TRANSPLAS: Battling the “Known Unknowns” in aquatic plastics research

, Cundy Andrew, Paterson Harriet, Stead Jessica, Crutchett Thomas, Hovey Renae, Ford Benjamin, Speldewinde Peter, Zapata-Restrepo Lina, Yanfang Lu, Zhang Xiaoyu.

Plastics pollution is a global environmental and human health issue, with plastics now ubiquitous in the environment and biota. Despite significant international research, key knowledge gaps (“known unknowns”) remain around ecosystem-scale and human health impacts of plastics in the environment, particularly in limnetic, coastal and marine systems. Here, as part of the multi-national TRANSPLAS project, we: (a) review aquatic plastics research and data in three contrasting geographic and cultural settings, which present a gradient of heavily urbanised to more pristine environments: China, the United Kingdom, and Australia; and (b) present data from standardised fieldwork which compares, using standard methods, plastics pollution in various coastal settings in the southern UK, southwestern Australia and eastern China. To date, development pressures and necessary responses in each nation have defined the skills developed and their research foci, and there is a bias in national research priorities driven by levels of pollution, funding, government priorities and academic areas of interest. This has resulted in aquatic plastics datasets that are hard to compare directly, supporting the need to converge on standardised sampling methods, and bioindicator species. Standardisation is critical to make geographic comparisons more reliable, and here we present initial results from simultaneous field deployments and training programmes in Australia, the UK and China, using standard methods to provide comparable aquatic plastics data between each coastal setting.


## TASK BRIEF
Your answer must be the exact lines from the one with "Find the location of *house*." to the end of the data, both included, with no pictures.

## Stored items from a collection
[Start of Attachment]

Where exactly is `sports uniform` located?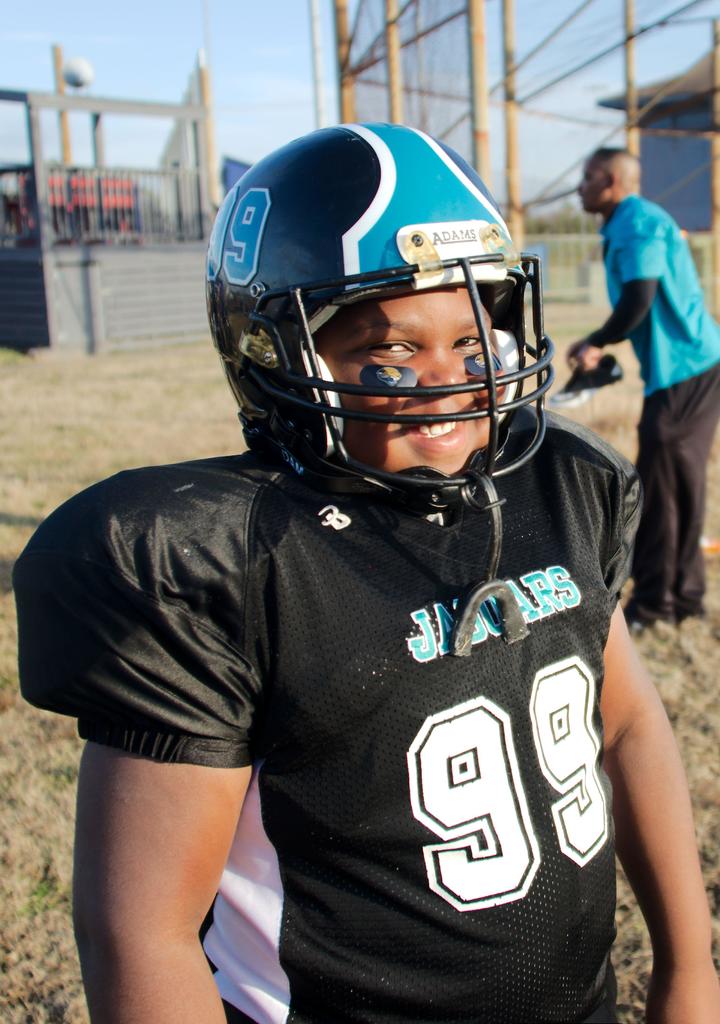
Its bounding box is {"left": 18, "top": 445, "right": 644, "bottom": 1023}.
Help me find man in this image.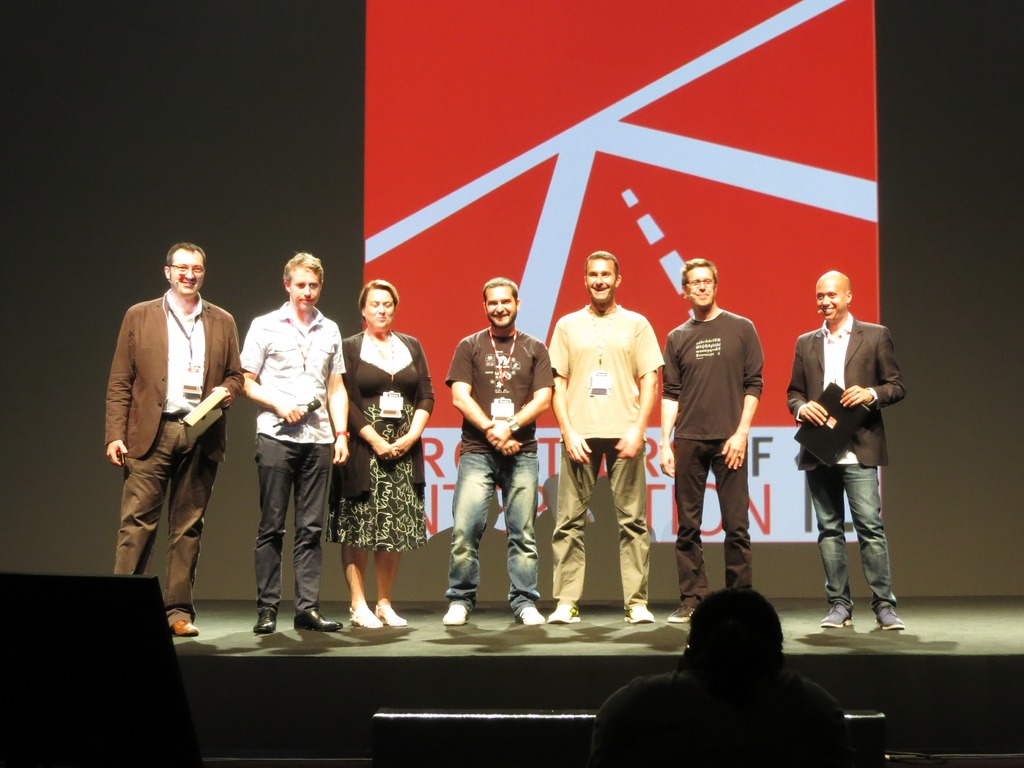
Found it: locate(780, 265, 906, 633).
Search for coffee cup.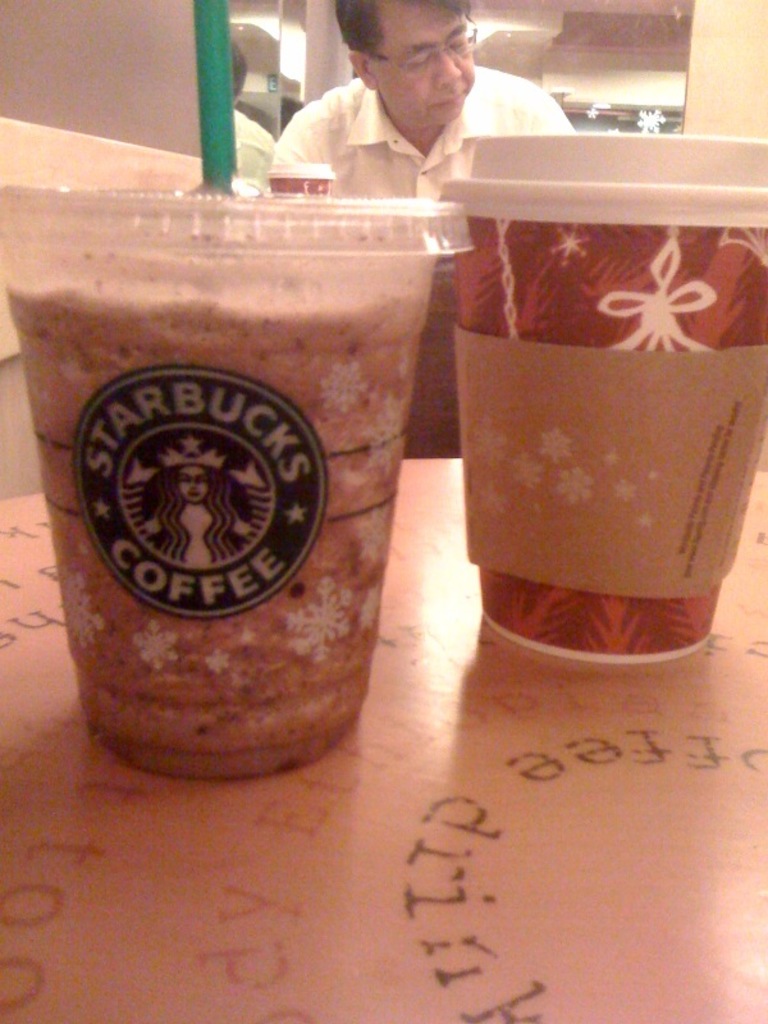
Found at (0,182,475,782).
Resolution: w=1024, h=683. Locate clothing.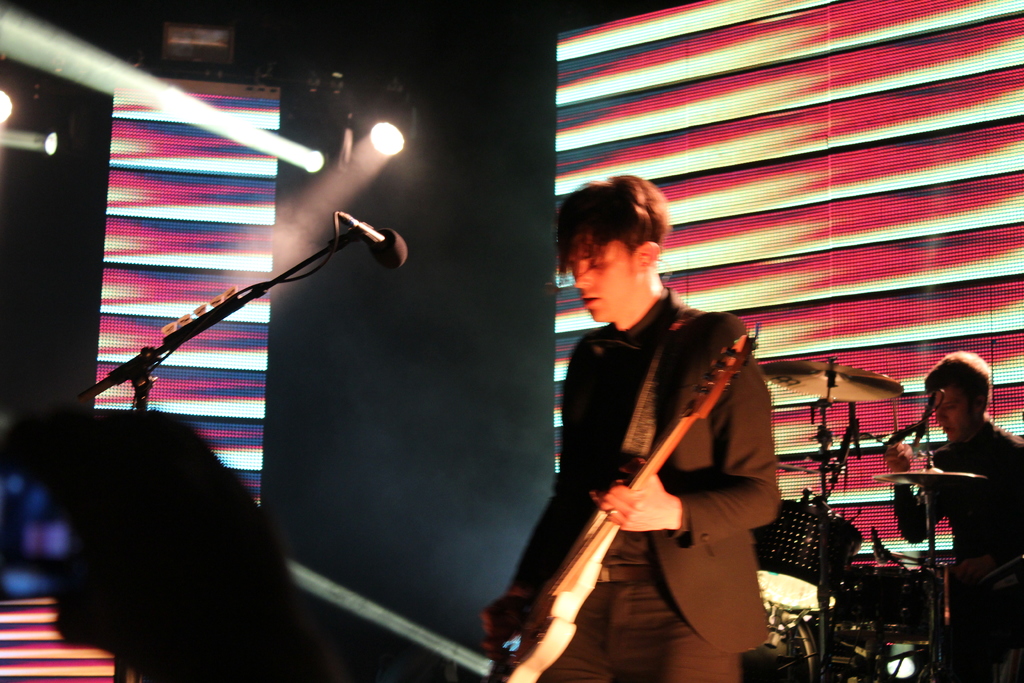
pyautogui.locateOnScreen(505, 241, 797, 672).
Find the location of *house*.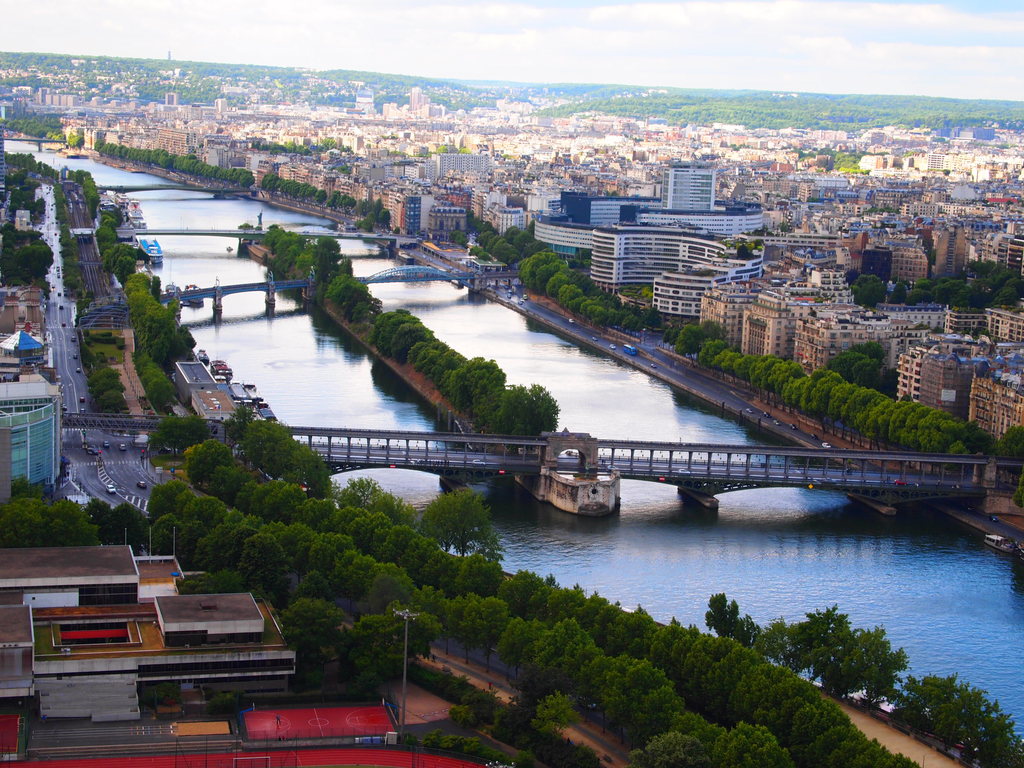
Location: x1=902 y1=197 x2=933 y2=213.
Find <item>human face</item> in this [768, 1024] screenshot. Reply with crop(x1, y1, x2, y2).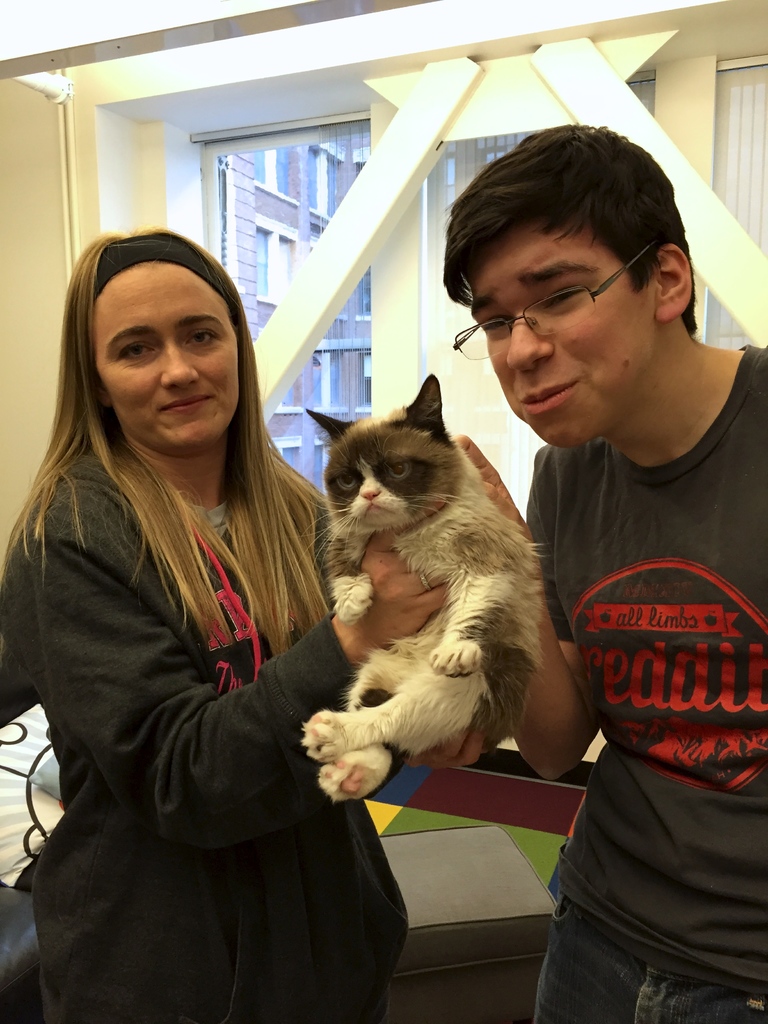
crop(92, 261, 244, 453).
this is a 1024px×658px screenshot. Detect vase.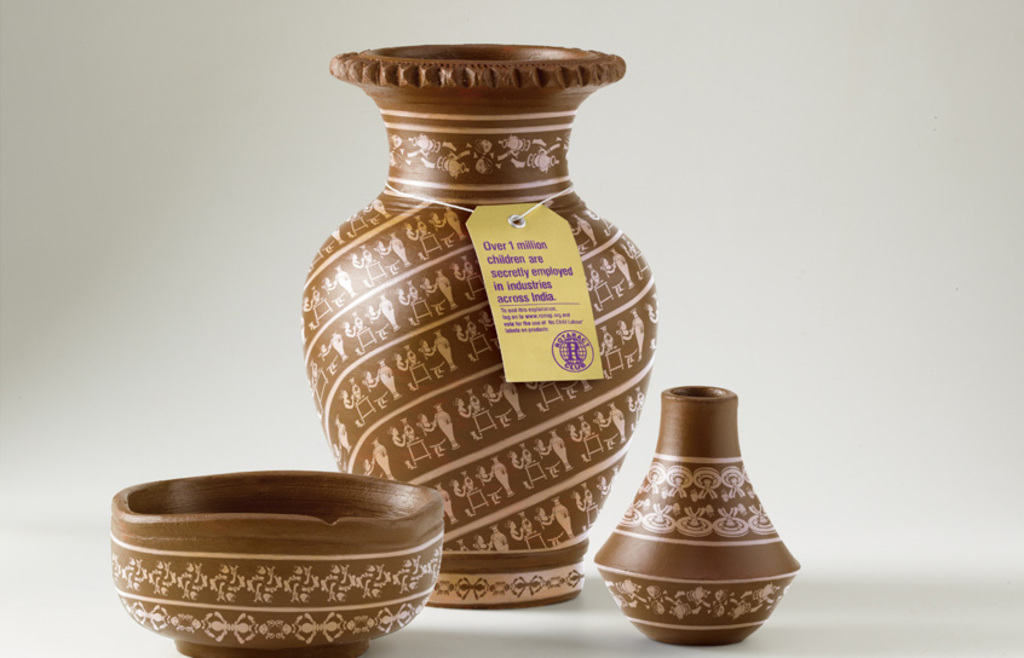
box(292, 35, 657, 608).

[End of Attachment]

## TASK SOLUTION
Find the location of *house*.
Location: x1=902 y1=197 x2=933 y2=213.
Find <item>human face</item> in this [768, 1024] screenshot. Reply with crop(x1, y1, x2, y2).
crop(92, 261, 244, 453).
this is a 1024px×658px screenshot. Detect vase.
box(292, 35, 657, 608).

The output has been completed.